Stefano Aleotti, Davide Bianchi, Florian Bossmann, Riley Yizhou Chen, Matthias Chung

TL;DR

This work extends variable projection to generalized nonlinear Lasso problems by forming a smooth reduced objective $f_{\text{proj}}(x)$ through optimal $y_z(x)$ minimization. It introduces a preconditioned variant (pvpal) that leverages a Gauss–Newton–type approximation to accelerate convergence, while preserving the simple VPAL structure. The authors prove convergence under mild assumptions for both standard VPAL and pvpal, and validate the approach with extensive linear and nonlinear inverse problem experiments in imaging, including deblurring, inpainting, CT, phase retrieval, and LIP-CAR. Across tasks, VPAL and especially pvpal deliver faster convergence and higher-quality reconstructions, demonstrating strong potential for large-scale nonlinear inverse problems with nonsmooth regularization. The results suggest significant practical impact for imaging applications, with avenues for adaptive preconditioning and broader nonconvex extensions.

Abstract

We introduce variable projected augmented Lagrangian (VPAL) methods for solving generalized nonlinear Lasso problems with improved speed and accuracy.
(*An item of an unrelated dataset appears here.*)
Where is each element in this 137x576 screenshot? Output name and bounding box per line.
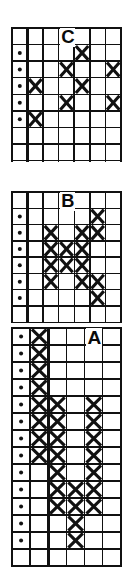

By eliminating the nonsmooth variable via soft-thresholding, VPAL transforms the problem into a smooth reduced formulation. For linear models, we develop a preconditioned variant that mimics Newton-type updates and yields significant acceleration. We prove convergence guarantees for both standard and preconditioned VPAL under mild assumptions and show that variable projection leads to sharper convergence and higher solution quality. The method seamlessly extends to nonlinear inverse problems, where it outperforms traditional approaches in applications such as phase retrieval and contrast enhanced MRI (LIP-CAR). Across tasks including deblurring, inpainting, and sparse-view tomography, VPAL consistently delivers state-of-the-art reconstructions, positioning variable projection as a powerful tool for modern large-scale inverse problems.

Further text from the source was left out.